Last Sunday, Zaghari-Ratcliffe's ankle tag was removed and her family are now hopeful she will be found not guilty and be allowed to return home as they await the verdict.
"Her trial was held at branch 15 of the Revolutionary court. Her charge is propaganda against the system," Kermani said, adding that she "was fine and calm at the court session.
"The trial was held in a calm atmosphere," continued Kermani. "The final defense was taken. Legally, the court should announce the verdict in a week but it is up to the judge.
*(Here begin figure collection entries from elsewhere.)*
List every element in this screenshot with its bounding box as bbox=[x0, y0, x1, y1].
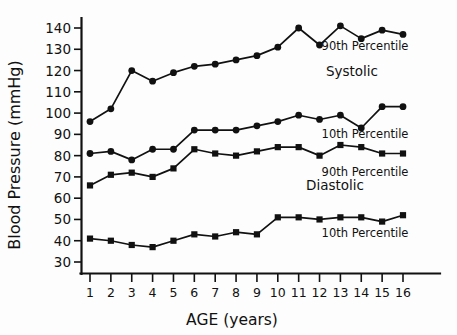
data-point-circle bbox=[254, 122, 261, 129]
y-tick-label: 80 bbox=[54, 148, 71, 164]
x-tick-mark-group bbox=[90, 274, 403, 282]
data-point-square bbox=[275, 144, 281, 150]
data-point-circle bbox=[128, 67, 135, 74]
y-axis-title-group: Blood Pressure (mmHg) bbox=[5, 60, 24, 250]
data-point-square bbox=[316, 153, 322, 159]
data-point-circle bbox=[316, 116, 323, 123]
data-point-square bbox=[212, 233, 218, 239]
data-point-square bbox=[150, 174, 156, 180]
y-tick-label: 130 bbox=[45, 41, 71, 57]
y-tick-mark-group bbox=[74, 28, 81, 262]
data-point-circle bbox=[212, 61, 219, 68]
data-point-square bbox=[191, 231, 197, 237]
data-point-circle bbox=[233, 57, 240, 64]
data-point-square bbox=[191, 146, 197, 152]
diastolic-10th-label: 10th Percentile bbox=[322, 226, 409, 240]
data-point-circle bbox=[87, 150, 94, 157]
data-point-circle bbox=[295, 25, 302, 32]
data-point-square bbox=[379, 150, 385, 156]
y-tick-label: 90 bbox=[54, 126, 71, 142]
data-point-circle bbox=[274, 44, 281, 51]
data-point-square bbox=[170, 165, 176, 171]
x-tick-label: 12 bbox=[312, 285, 328, 300]
data-point-circle bbox=[170, 69, 177, 76]
y-tick-label: 110 bbox=[45, 84, 71, 100]
y-tick-label: 140 bbox=[45, 20, 71, 36]
x-tick-label: 7 bbox=[211, 285, 219, 300]
data-point-circle bbox=[128, 156, 135, 163]
data-point-square bbox=[358, 214, 364, 220]
y-tick-label: 120 bbox=[45, 63, 71, 79]
x-tick-label: 14 bbox=[353, 285, 369, 300]
x-axis-title: AGE (years) bbox=[186, 311, 278, 329]
data-point-square bbox=[337, 142, 343, 148]
data-point-circle bbox=[400, 31, 407, 38]
y-axis-title: Blood Pressure (mmHg) bbox=[5, 60, 24, 250]
data-point-square bbox=[87, 182, 93, 188]
y-tick-label: 60 bbox=[54, 190, 71, 206]
x-tick-label: 5 bbox=[169, 285, 177, 300]
data-point-circle bbox=[400, 103, 407, 110]
y-tick-label-group: 14013012011010090807060504030 bbox=[45, 20, 71, 270]
data-point-square bbox=[233, 153, 239, 159]
x-tick-label: 16 bbox=[395, 285, 411, 300]
data-point-square bbox=[275, 214, 281, 220]
data-point-circle bbox=[149, 78, 156, 85]
x-tick-label: 3 bbox=[128, 285, 136, 300]
systolic-90th-label: 90th Percentile bbox=[322, 39, 409, 53]
data-point-circle bbox=[233, 127, 240, 134]
data-point-circle bbox=[337, 22, 344, 29]
diastolic-group-label: Diastolic bbox=[306, 177, 364, 193]
data-point-square bbox=[170, 238, 176, 244]
systolic-group-label: Systolic bbox=[326, 63, 378, 79]
data-point-square bbox=[379, 218, 385, 224]
x-tick-label: 13 bbox=[332, 285, 348, 300]
data-point-square bbox=[358, 144, 364, 150]
y-tick-label: 40 bbox=[54, 233, 71, 249]
data-point-square bbox=[296, 214, 302, 220]
data-point-square bbox=[400, 212, 406, 218]
data-point-circle bbox=[254, 52, 261, 59]
data-point-square bbox=[233, 229, 239, 235]
data-point-square bbox=[87, 236, 93, 242]
data-point-square bbox=[150, 244, 156, 250]
y-tick-label: 50 bbox=[54, 211, 71, 227]
x-tick-label: 8 bbox=[232, 285, 240, 300]
x-tick-label: 4 bbox=[149, 285, 157, 300]
data-point-circle bbox=[379, 103, 386, 110]
data-point-circle bbox=[274, 118, 281, 125]
chart-canvas: Blood Pressure (mmHg) 140130120110100908… bbox=[0, 0, 457, 335]
x-tick-label: 10 bbox=[270, 285, 286, 300]
data-point-square bbox=[400, 150, 406, 156]
y-tick-label: 100 bbox=[45, 105, 71, 121]
data-point-circle bbox=[149, 146, 156, 153]
data-point-square bbox=[129, 242, 135, 248]
data-point-square bbox=[108, 238, 114, 244]
data-point-square bbox=[337, 214, 343, 220]
data-point-square bbox=[296, 144, 302, 150]
data-point-circle bbox=[191, 127, 198, 134]
y-tick-label: 70 bbox=[54, 169, 71, 185]
x-tick-label: 11 bbox=[291, 285, 307, 300]
x-tick-label: 2 bbox=[107, 285, 115, 300]
data-point-square bbox=[316, 216, 322, 222]
x-tick-label: 1 bbox=[86, 285, 94, 300]
data-point-square bbox=[254, 231, 260, 237]
data-point-circle bbox=[87, 118, 94, 125]
data-point-circle bbox=[170, 146, 177, 153]
x-tick-label: 6 bbox=[190, 285, 198, 300]
x-tick-label: 15 bbox=[374, 285, 390, 300]
blood-pressure-chart: Blood Pressure (mmHg) 140130120110100908… bbox=[0, 0, 457, 335]
data-point-circle bbox=[379, 27, 386, 34]
data-point-circle bbox=[191, 63, 198, 70]
data-point-square bbox=[108, 172, 114, 178]
data-point-circle bbox=[107, 148, 114, 155]
x-tick-label-group: 12345678910111213141516 bbox=[86, 285, 411, 300]
chart-annotation-group: 90th PercentileSystolic10th Percentile90… bbox=[306, 39, 408, 240]
data-point-square bbox=[254, 148, 260, 154]
data-point-square bbox=[212, 150, 218, 156]
data-point-circle bbox=[295, 112, 302, 119]
data-point-square bbox=[129, 170, 135, 176]
x-tick-label: 9 bbox=[253, 285, 261, 300]
systolic-10th-label: 10th Percentile bbox=[322, 127, 409, 141]
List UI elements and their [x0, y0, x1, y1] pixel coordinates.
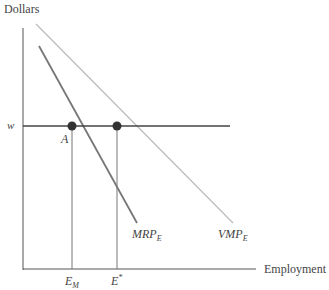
- point-a-label: A: [61, 133, 68, 145]
- em-tick-label: EM: [65, 275, 79, 290]
- point-a: [68, 122, 77, 131]
- vmp-curve: [36, 24, 233, 223]
- mrp-curve: [39, 46, 137, 223]
- y-axis-label: Dollars: [4, 3, 39, 15]
- diagram-canvas: [0, 0, 329, 290]
- mrp-label: MRPE: [132, 228, 162, 243]
- x-axis-label: Employment: [264, 263, 326, 275]
- vmp-label: VMPE: [218, 228, 248, 243]
- wage-label: w: [7, 120, 14, 131]
- point-estar: [113, 122, 122, 131]
- estar-tick-label: E*: [111, 274, 122, 287]
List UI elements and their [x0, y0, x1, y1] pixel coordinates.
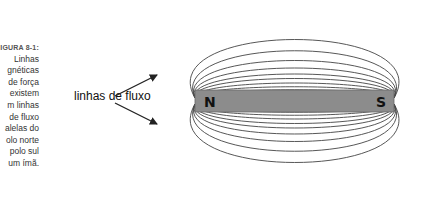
bar-magnet: N S — [195, 90, 394, 112]
annotation-arrows — [115, 75, 157, 124]
magnetic-field-diagram: N S — [0, 0, 429, 202]
field-lines-bottom — [190, 104, 399, 163]
arrow-upper-icon — [115, 75, 157, 96]
field-lines-top — [190, 40, 399, 99]
north-pole-label: N — [204, 94, 216, 110]
south-pole-label: S — [376, 94, 386, 110]
arrow-lower-icon — [115, 103, 157, 124]
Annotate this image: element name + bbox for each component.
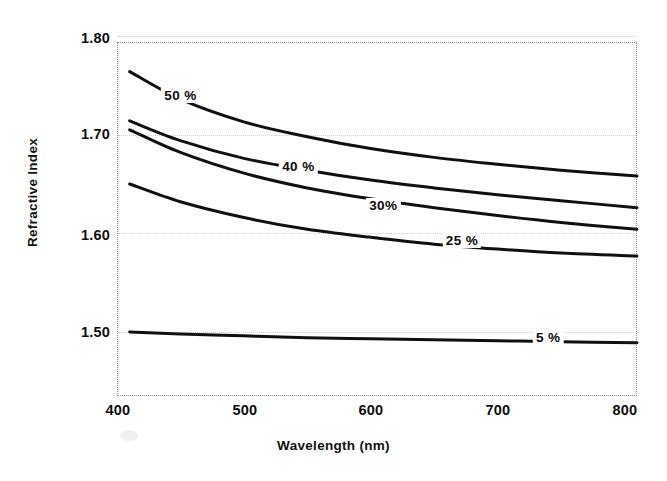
y-tick-label: 1.70 (34, 127, 110, 141)
series-label: 5 % (533, 330, 563, 345)
x-tick-label: 500 (215, 402, 275, 418)
y-tick-label: 1.80 (34, 31, 110, 45)
gridline (118, 36, 636, 37)
series-label: 25 % (443, 233, 481, 248)
chart-figure: 1.80 1.70 1.60 1.50 400 500 600 700 800 … (0, 0, 667, 481)
gridline (118, 233, 636, 234)
x-tick-label: 600 (341, 402, 401, 418)
series-label: 50 % (161, 88, 199, 103)
x-tick-label: 800 (595, 402, 655, 418)
x-tick-label: 700 (468, 402, 528, 418)
x-axis-tick-labels: 400 500 600 700 800 (0, 402, 667, 428)
y-tick-label: 1.60 (34, 228, 110, 242)
series-label: 40 % (279, 159, 317, 174)
x-tick-label: 400 (88, 402, 148, 418)
x-axis-title: Wavelength (nm) (0, 438, 667, 453)
gridline (118, 135, 636, 136)
y-tick-label: 1.50 (34, 325, 110, 339)
y-axis-title: Refractive Index (25, 93, 40, 293)
series-label: 30% (366, 198, 400, 213)
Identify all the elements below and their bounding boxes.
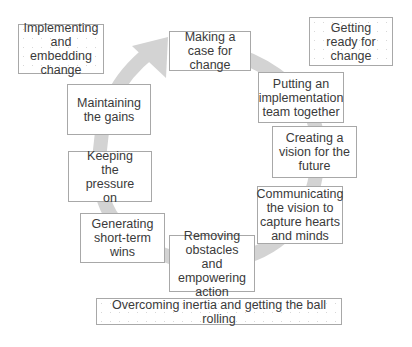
step-pressure: Keeping the pressure on	[68, 151, 152, 202]
phase-implementing: Implementing and embedding change	[18, 24, 104, 74]
step-vision: Creating a vision for the future	[272, 126, 357, 178]
step-short-term: Generating short-term wins	[80, 213, 165, 263]
step-removing: Removing obstacles and empowering action	[169, 235, 255, 292]
phase-overcoming-inertia: Overcoming inertia and getting the ball …	[96, 298, 342, 325]
step-team: Putting an implementation team together	[258, 72, 344, 123]
phase-getting-ready: Getting ready for change	[309, 17, 393, 66]
step-gains: Maintaining the gains	[67, 84, 151, 135]
step-communicating: Communicating the vision to capture hear…	[257, 186, 343, 244]
step-making-case: Making a case for change	[169, 31, 251, 71]
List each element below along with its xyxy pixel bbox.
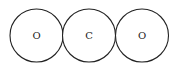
atom-label: O (138, 30, 146, 41)
atom-label: C (85, 30, 93, 41)
atom-oxygen-left: O (10, 9, 63, 62)
atom-oxygen-right: O (116, 9, 169, 62)
atom-carbon-center: C (63, 9, 116, 62)
molecule-diagram: O C O (0, 0, 181, 68)
atom-label: O (32, 30, 40, 41)
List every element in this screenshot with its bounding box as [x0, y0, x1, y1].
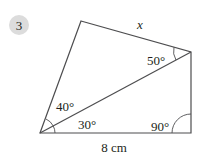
angle-arc-30: [53, 126, 55, 133]
angle-label-90: 90°: [151, 119, 169, 134]
side-label-8cm: 8 cm: [101, 140, 127, 155]
geometry-figure: 3 x 50° 40° 30° 90° 8 cm: [0, 0, 206, 162]
angle-label-50: 50°: [147, 53, 165, 68]
quadrilateral-outline: [40, 21, 191, 133]
angle-arc-90: [172, 114, 191, 133]
angle-label-30: 30°: [78, 117, 96, 132]
side-label-x: x: [136, 17, 143, 32]
angle-label-40: 40°: [56, 99, 74, 114]
angle-arc-50: [174, 47, 176, 60]
question-number: 3: [16, 18, 23, 33]
question-number-badge: 3: [9, 15, 29, 35]
angle-arc-40: [46, 119, 53, 126]
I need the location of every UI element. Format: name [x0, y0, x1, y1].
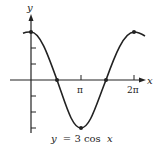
y-axis-label: y	[26, 2, 33, 13]
x-axis-arrow-icon	[139, 78, 146, 83]
chart-caption: y = 3 cos x	[50, 133, 113, 144]
y-axis-arrow-icon	[29, 14, 34, 21]
pi-tick-label: π	[77, 85, 83, 95]
cosine-chart: y x π 2π y = 3 cos x	[0, 0, 155, 146]
y-ticks	[31, 48, 36, 128]
caption-x: x	[107, 133, 113, 144]
x-axis-label: x	[147, 75, 153, 86]
caption-eq: = 3 cos	[63, 133, 101, 144]
two-pi-tick-label: 2π	[127, 85, 139, 95]
caption-y: y	[50, 133, 57, 144]
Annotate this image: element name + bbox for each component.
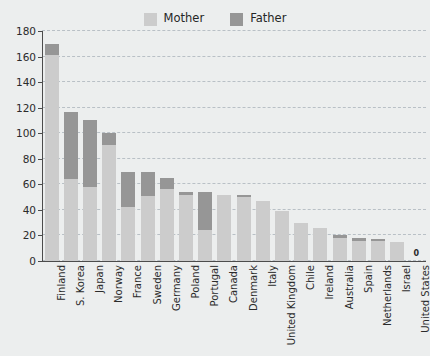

I am very hopeful that she will be acquitted."
Asked whether Zaghari-Ratcliffe would be allowed to leave the country, Kermani said: "I don't know about her travel ban situation."
Zaghari-Ratcliffe's husband Richard has spent the last five years fighting for her to be returned to the UK but his efforts so far have been unsuccessful. /AFP
UK Foreign Minister Dominic Raab welcomed the removal of the ankle tag but said Iran continued to put Zaghari-Ratcliffe and her family through a "cruel and an intolerable ordeal."
Prime Minister Boris Johnson spoke with Iranian President Hassan Rouhani on Saturday to demand that she be allowed to return to her family.
During the call, Rouhani also raised the issue of a historic $556 million debt Iran claims the UK owes the country as a result of a 1970s arms deal.